The Big Wild Goose Pagoda (dayanta) is located within the premises of the Temple of Great Maternal Grace (Dacien Si), four kilometers away from the center of the city.It is one of the city's most distinctive and outstanding landmarks, possibly the most beautiful building left in Xian today.
In AD 652, the Big Goose Pagoda was built to store the sutras and the figurines of Buddha, which were brought from India by a famous Buddhist translator and traveler Tang Sanzang, also known by his Buddhist name as Xuanzang.
Xuan Zang went to India to research the Buddhist doctrines in 629 AD (the 3rd year of Zhenguan period), and then he came back in 645 AD with 657 volumes of Buddhist scriptures. In the temple, he translated 74 volumes in 1,335 chapters of the Buddhist scriptures into Chinese. In order to protect the Buddhist Scriptures, Monk Xuanzang asked for a pagoda to be built. He designed the pagoda like a wild goose as he saw in India. So this pagoda was called the Wild Goose Pagoda in memory of the famous Monk. Its five storeys are 60 meters in height. The decay of the earth-cored pagoda caused the new construction of a 10-storey pagoda from 701 to 704. Damage by the war reduced it to seven storeys, to what it is today.
With a height of 64 meters (210 miles), the pagoda occupies a base 25 meters by 25 meters (82 feet) square. The storyed pagoda was an architectural marvel. It was built with layers of bricks but without any cement in between. The bracket style in traditional Chinese architecture was also used in the construction. The seams between each layer of bricks and the " prisms' on each side of the pagoda are clearly visible. The grand body of the pagoda with its solemn appearance, simple style and high structure, is indeed a good example of ancient people's wisdom and talent. Walls and doors are carved with vivid and exquisite figures of Buddha, reflecting the profundity in the paintings of the Tang Dynasty.
In the Tang dynasty, every successful candidate who passed the imperial examinations would have to climb up the Big Wild Goose Pagoda and wrote poems and inscriptions there. This ritual would symbolize a soaring career in the future. The fashion of writing poems and leaving inscriptions on the horizontal bars over doors and stone frameworks by successful candidates of the imperial examinations went on as far as the Ming dynasty. These poem sand inscriptions have survived till this day as a fine mirror to the city's past.
There are fantastic views from the top of the pagoda of the grid-like streets below and it seems hard to believe today that the area around here was once countryside and fields! It is tradition to throw coins from the windows of the pagoda in the hope that this will bring good luck.
The Ming Dynasty Wu Cheng'en, collected the materials of Xuan Zang's experience handed down and wrote a novel titled "Pilgrimage to the West" which later became one of four greatest novels in China. As a result, the Television Series about this story was made and became world-renowned.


What the task asks
The records below are to be transcribed in full, exactly as given.

Dataset entries on figures:
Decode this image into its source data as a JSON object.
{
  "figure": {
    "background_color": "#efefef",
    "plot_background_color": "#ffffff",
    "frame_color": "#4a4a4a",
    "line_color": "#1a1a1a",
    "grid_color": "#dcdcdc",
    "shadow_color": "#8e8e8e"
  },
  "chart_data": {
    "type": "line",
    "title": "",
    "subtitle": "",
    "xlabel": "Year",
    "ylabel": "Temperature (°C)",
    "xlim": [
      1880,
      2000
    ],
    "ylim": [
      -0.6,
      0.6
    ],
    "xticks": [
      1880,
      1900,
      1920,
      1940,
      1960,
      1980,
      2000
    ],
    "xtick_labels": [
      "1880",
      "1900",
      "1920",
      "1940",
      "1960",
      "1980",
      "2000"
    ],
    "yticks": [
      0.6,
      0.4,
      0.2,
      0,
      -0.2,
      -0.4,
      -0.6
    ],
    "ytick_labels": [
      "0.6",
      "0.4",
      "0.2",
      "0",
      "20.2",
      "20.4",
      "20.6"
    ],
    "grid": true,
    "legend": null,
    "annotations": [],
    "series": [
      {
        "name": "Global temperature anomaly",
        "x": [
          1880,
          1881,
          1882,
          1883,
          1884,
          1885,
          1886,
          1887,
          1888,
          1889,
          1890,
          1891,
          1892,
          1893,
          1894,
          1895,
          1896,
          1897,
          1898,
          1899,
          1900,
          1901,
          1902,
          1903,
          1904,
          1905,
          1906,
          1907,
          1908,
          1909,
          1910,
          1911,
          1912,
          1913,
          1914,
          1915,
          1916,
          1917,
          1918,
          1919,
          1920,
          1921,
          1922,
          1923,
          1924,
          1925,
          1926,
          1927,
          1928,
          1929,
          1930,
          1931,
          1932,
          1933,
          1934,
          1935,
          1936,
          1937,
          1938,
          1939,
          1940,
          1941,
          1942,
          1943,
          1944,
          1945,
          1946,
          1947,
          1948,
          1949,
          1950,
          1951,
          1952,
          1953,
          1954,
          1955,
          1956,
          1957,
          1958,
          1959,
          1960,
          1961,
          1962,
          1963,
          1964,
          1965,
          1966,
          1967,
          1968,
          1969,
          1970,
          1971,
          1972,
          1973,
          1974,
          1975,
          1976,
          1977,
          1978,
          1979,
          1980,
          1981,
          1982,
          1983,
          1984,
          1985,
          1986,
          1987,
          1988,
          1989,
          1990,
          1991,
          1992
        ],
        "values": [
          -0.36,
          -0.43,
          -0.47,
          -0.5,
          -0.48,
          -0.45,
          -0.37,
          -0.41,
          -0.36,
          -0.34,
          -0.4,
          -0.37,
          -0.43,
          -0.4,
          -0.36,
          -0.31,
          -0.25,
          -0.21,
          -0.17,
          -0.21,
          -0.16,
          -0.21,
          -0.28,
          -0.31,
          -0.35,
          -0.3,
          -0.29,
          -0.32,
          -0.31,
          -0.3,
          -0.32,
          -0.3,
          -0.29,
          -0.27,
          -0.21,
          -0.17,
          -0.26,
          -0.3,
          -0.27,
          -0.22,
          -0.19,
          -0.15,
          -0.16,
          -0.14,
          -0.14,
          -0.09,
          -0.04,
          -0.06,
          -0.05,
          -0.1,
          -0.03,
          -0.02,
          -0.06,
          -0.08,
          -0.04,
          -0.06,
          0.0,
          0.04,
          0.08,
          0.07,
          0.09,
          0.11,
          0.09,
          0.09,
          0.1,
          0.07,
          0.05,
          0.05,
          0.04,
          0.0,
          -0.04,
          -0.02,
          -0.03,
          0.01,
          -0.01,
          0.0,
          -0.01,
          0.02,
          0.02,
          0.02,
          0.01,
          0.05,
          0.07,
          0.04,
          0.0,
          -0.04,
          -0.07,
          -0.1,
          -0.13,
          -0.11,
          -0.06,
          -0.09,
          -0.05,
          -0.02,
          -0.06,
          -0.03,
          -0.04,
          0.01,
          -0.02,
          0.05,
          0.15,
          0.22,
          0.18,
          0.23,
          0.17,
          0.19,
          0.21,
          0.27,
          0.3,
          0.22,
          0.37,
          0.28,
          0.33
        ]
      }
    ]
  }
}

Written answer
Decode this image into its source data as a JSON object.
{
  "figure": {
    "background_color": "#efefef",
    "plot_background_color": "#ffffff",
    "frame_color": "#4a4a4a",
    "line_color": "#1a1a1a",
    "grid_color": "#dcdcdc",
    "shadow_color": "#8e8e8e"
  },
  "chart_data": {
    "type": "line",
    "title": "",
    "subtitle": "",
    "xlabel": "Year",
    "ylabel": "Temperature (°C)",
    "xlim": [
      1880,
      2000
    ],
    "ylim": [
      -0.6,
      0.6
    ],
    "xticks": [
      1880,
      1900,
      1920,
      1940,
      1960,
      1980,
      2000
    ],
    "xtick_labels": [
      "1880",
      "1900",
      "1920",
      "1940",
      "1960",
      "1980",
      "2000"
    ],
    "yticks": [
      0.6,
      0.4,
      0.2,
      0,
      -0.2,
      -0.4,
      -0.6
    ],
    "ytick_labels": [
      "0.6",
      "0.4",
      "0.2",
      "0",
      "20.2",
      "20.4",
      "20.6"
    ],
    "grid": true,
    "legend": null,
    "annotations": [],
    "series": [
      {
        "name": "Global temperature anomaly",
        "x": [
          1880,
          1881,
          1882,
          1883,
          1884,
          1885,
          1886,
          1887,
          1888,
          1889,
          1890,
          1891,
          1892,
          1893,
          1894,
          1895,
          1896,
          1897,
          1898,
          1899,
          1900,
          1901,
          1902,
          1903,
          1904,
          1905,
          1906,
          1907,
          1908,
          1909,
          1910,
          1911,
          1912,
          1913,
          1914,
          1915,
          1916,
          1917,
          1918,
          1919,
          1920,
          1921,
          1922,
          1923,
          1924,
          1925,
          1926,
          1927,
          1928,
          1929,
          1930,
          1931,
          1932,
          1933,
          1934,
          1935,
          1936,
          1937,
          1938,
          1939,
          1940,
          1941,
          1942,
          1943,
          1944,
          1945,
          1946,
          1947,
          1948,
          1949,
          1950,
          1951,
          1952,
          1953,
          1954,
          1955,
          1956,
          1957,
          1958,
          1959,
          1960,
          1961,
          1962,
          1963,
          1964,
          1965,
          1966,
          1967,
          1968,
          1969,
          1970,
          1971,
          1972,
          1973,
          1974,
          1975,
          1976,
          1977,
          1978,
          1979,
          1980,
          1981,
          1982,
          1983,
          1984,
          1985,
          1986,
          1987,
          1988,
          1989,
          1990,
          1991,
          1992
        ],
        "values": [
          -0.36,
          -0.43,
          -0.47,
          -0.5,
          -0.48,
          -0.45,
          -0.37,
          -0.41,
          -0.36,
          -0.34,
          -0.4,
          -0.37,
          -0.43,
          -0.4,
          -0.36,
          -0.31,
          -0.25,
          -0.21,
          -0.17,
          -0.21,
          -0.16,
          -0.21,
          -0.28,
          -0.31,
          -0.35,
          -0.3,
          -0.29,
          -0.32,
          -0.31,
          -0.3,
          -0.32,
          -0.3,
          -0.29,
          -0.27,
          -0.21,
          -0.17,
          -0.26,
          -0.3,
          -0.27,
          -0.22,
          -0.19,
          -0.15,
          -0.16,
          -0.14,
          -0.14,
          -0.09,
          -0.04,
          -0.06,
          -0.05,
          -0.1,
          -0.03,
          -0.02,
          -0.06,
          -0.08,
          -0.04,
          -0.06,
          0.0,
          0.04,
          0.08,
          0.07,
          0.09,
          0.11,
          0.09,
          0.09,
          0.1,
          0.07,
          0.05,
          0.05,
          0.04,
          0.0,
          -0.04,
          -0.02,
          -0.03,
          0.01,
          -0.01,
          0.0,
          -0.01,
          0.02,
          0.02,
          0.02,
          0.01,
          0.05,
          0.07,
          0.04,
          0.0,
          -0.04,
          -0.07,
          -0.1,
          -0.13,
          -0.11,
          -0.06,
          -0.09,
          -0.05,
          -0.02,
          -0.06,
          -0.03,
          -0.04,
          0.01,
          -0.02,
          0.05,
          0.15,
          0.22,
          0.18,
          0.23,
          0.17,
          0.19,
          0.21,
          0.27,
          0.3,
          0.22,
          0.37,
          0.28,
          0.33
        ]
      }
    ]
  }
}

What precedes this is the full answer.